About

The Marie Alexander Series is dedicated to promoting the appreciation and enjoyment of prose poetry.

[Read More]

 

Prose/Poetry by Robert Alexander

Prose/Poetry by Robert Alexander

PROSE/POETRY

 by Robert Alexander

 
What is poetry and if you know what poetry is what is prose.
— Gertrude Stein
 

For years I wrote prose poems without knowing what I was doing, thinking instead that I was writing some sort of shrunken, deformed story that I was too lazy to transform into a piece of real fiction. At the time, “prose poem” to me meant some sort of Dada-esque stream-of-consciousness vignette—and I, on the other hand, was writing what I thought of simply as very short stories. This was long before the term flash had been applied to fiction in any but a marketing sense, and short shorts still referred to an item of clothing.

For a while I told anyone who would listen that I was writing, or attempting to write, “experimental fiction.” While it was true that these pieces, put together as a sequence, did hint at an underlying theme, a montage-like connection of some sort between the disparate sections, in a traditional sense they lacked pretty much all semblance of a plot. So it wasn’t long before I felt uncomfortable calling them fiction at all and began writing sentences which were broken up into lines—that is, free verse. But this wasn’t satisfying either. I kept feeling self-conscious, as though the words I was putting on the page were announcing themselves as POETRY—and I had to keep thinking of how and where to end the line, or of how it would seem if I didn’t end it but instead began to sound like Blake or Whitman or Ginsberg. No, that wasn’t what I wanted at all. I wanted to write prose, thank you very much.
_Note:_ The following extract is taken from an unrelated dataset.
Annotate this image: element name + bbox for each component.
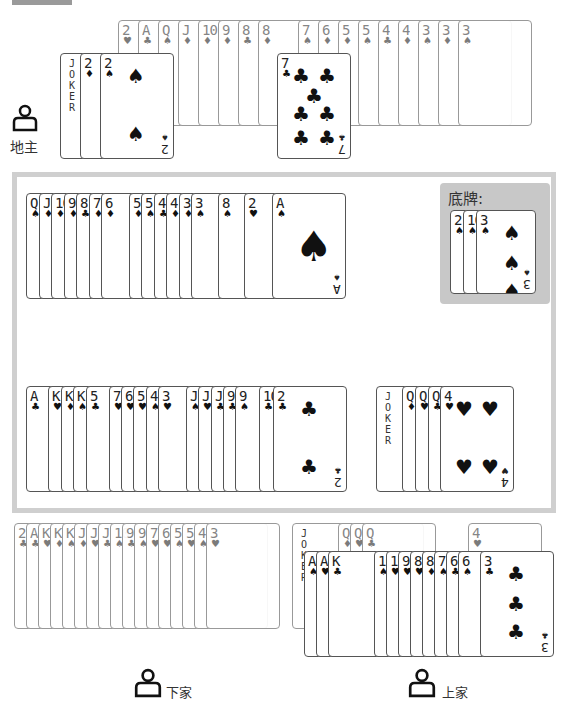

One day, I decided to come out of the closet and to admit that, yes, I was writing prose poems—but then to add, sotto voce: Though perhaps they’re not what you’ve come to think of as prose poems. I wasn’t sure at the time that many people in America had come to think much at all about the prose poem, but by God I knew what I thought of it. It gave me the freedom to play with a mix of characteristics of tone and style and subject matter that were traditionally the realm of fiction writers, along with other elements that were traditionally poetic. That was the key to me: to be able to draw on the resources available to both fiction writers and poets.

The impulse of prose, it seems to me, is to tell a story—a story grounded in the real world—and this is true whether we are reading a newspaper, a letter, a biography, or a novel. Prose can therefore speak of everyday experience in ways difficult if not impossible for free verse. This ability of the prose poem to take on various registers of language, its ability to masquerade as different sorts of literary or non-literary prose, is one of its distinguishing characteristics—what Margueritte Murphy calls (after Mikhail Bakhtin) its heteroglossia [2]. In this way, prose contains the language of the everyday—but a poem is something else again. When we break a paragraph up into lines, creating free verse, the text immediately does more than simply tell a story. The context has shifted. The poem takes on airs, it has pretensions. Prose says: “Come listen. I alone can tell this tale.” But a poem entices us: “Come listen. No one else can tell this tale as artfully as I.”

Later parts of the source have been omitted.